Wednesday,
November 8 – Gala Night
Since we were at sea and
have stopped playing trivia, there is little to say abput the day, but the
night was memorable.
Several days ago, we struck
up a conversation with the couple at the next table during breakfast in the
MDR. Costa and Ann are currently Canadians
but he, at least, has lived all over the world.
Greek by birth [hence his real name of Constantine], he has lived in
Germany, Italy and Great Britain at least.
He has a larger than life persona to match his larger than life
physique. He is irrepressible and a
great story teller; most of them, naturally, are about himself. He takes pride in his modesty.
We
have seen them several times around the ship and decided to invite them to
dinner in the Pinnacle Grill, HAL’s extra-cost steak house. As 5-Star Mariners, we are given 2 meals
apiece in Pineapple, as we call it, but don’t always use them because MA is not
fond of beef. However, she has become
enamored with the planked halibut served there.
Anyway, once per cruise is usually sufficient, so we were doing the and
ourselves a favor – they got a free meal which would have cost $35 normally and
we got rid of the free ones.
It
was formal night, the fourth of the cruise, and MA was all spangle-y and D once
again looked like a Swiss banker in his tuxedo; it still fits, so he continues
to wear it, but some day….
We
met at 6. Ann looked lovely and Costa
looked like he had been stuffed into a sausage skin and put on the grill; he
was bursting the buttons on his shirt and jacket. However, he was still Costa and the
conversation never lagged mostly because he never stopped talking. At the same time, the people at the adjacent
table also never stopped and they were even louder than Costa.
Costa
had brought a bottle of red wine to the table, and he, Ann and MA proceeded to
have a glass and, later, a second. In
the meantime, the neighbors finished their second bottle of champagne. We placed our orders and continued merrily as
we waited for our appetizers and entrees to arrive. That’s when the trouble began.
Costa
steak was undercooked, rare instead of medium rare. Conversations with the waitstaff and maitre’d
followed after which the offending steak was removed to be re-fired to the
proper degree of doneness. And that
might have been the end of it. We waited
for Costa’s beef to return to the table before we began eating. When Ann tried her salmon, it was completely raw;
rare is one thing but raw fish is another. More back and forth with the staff who
insisted on cooking it properly and Ann who wanted something else, more
appetizers to be exact. Finally, we could eat our dinner.
The
boisterous neighbors made conversation difficult, so Costa finally asked them
to be more quiet. That incensed them for
some reason and they became quite abusive, claiming that we objected to their use
of Spanish when all we wanted was to able to hear each other. One accused Costa of insulting his wife. At one point, it seemed that pistols at 40
paces would become the only solution.
When we were ready for dessert, we moved to a quieter table and finished
our meal.
Costa
had been talking in Greek to the Pinnacle manager, a Serbian who understood him
even though we did not. The manager had
eventually talked to the diners at the other table, but it was a waste of his
time. They paid no attention. When he came to see us in our new location, D
told him that we had never had such a disappointing meal at the PG – not one
but two improperly prepared entrees presented to our guests, first-time HAL
cruisers. What impression were they to
take with them? As 5-Star Mariners, we
expected better. Never angry and always
polite. The manager said he had only
been with HAL for 3 months and apologized profusely, offering to let us have
dinner at no charge and asking us to return at a date of our choosing to use
our free dinners.
And
that is the essence of Formal Night.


Exercise brief
Below are the records. Gather each line that holds "span".

Working data
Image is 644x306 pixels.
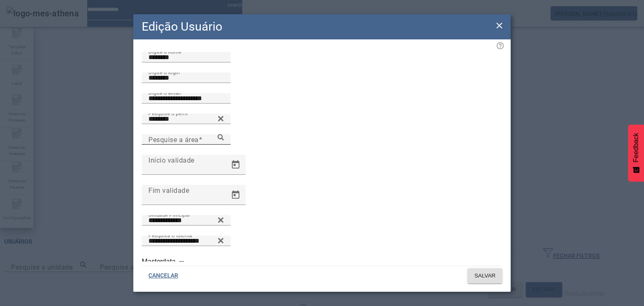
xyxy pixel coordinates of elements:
label: Masterdata [142,257,178,267]
input: Number [148,135,224,145]
mat-label: Digite o login [148,70,180,75]
span: Feedback [632,133,640,162]
button: Open calendar [226,154,245,175]
span: SALVAR [474,272,495,280]
mat-label: Digite o email [148,90,181,95]
mat-label: Unidade Principal [148,211,190,218]
button: SALVAR [467,269,502,284]
input: Number [148,216,224,226]
input: Number [148,236,224,246]
mat-label: Digite o nome [148,49,181,54]
mat-label: Pesquisa o idioma [148,232,193,238]
span: CANCELAR [148,272,178,280]
mat-label: Fim validade [148,186,189,194]
mat-label: Pesquise o perfil [148,111,188,116]
button: CANCELAR [142,269,185,284]
input: Number [148,114,224,124]
mat-label: Pesquise a área [148,136,199,144]
button: Open calendar [226,185,245,205]
mat-label: Início validade [148,156,194,164]
button: Feedback - Mostrar pesquisa [628,125,644,181]
h2: Edição Usuário [142,18,222,36]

Solution
span: Feedback [632,133,640,162]
span: SALVAR [474,272,495,280]
span: CANCELAR [148,272,178,280]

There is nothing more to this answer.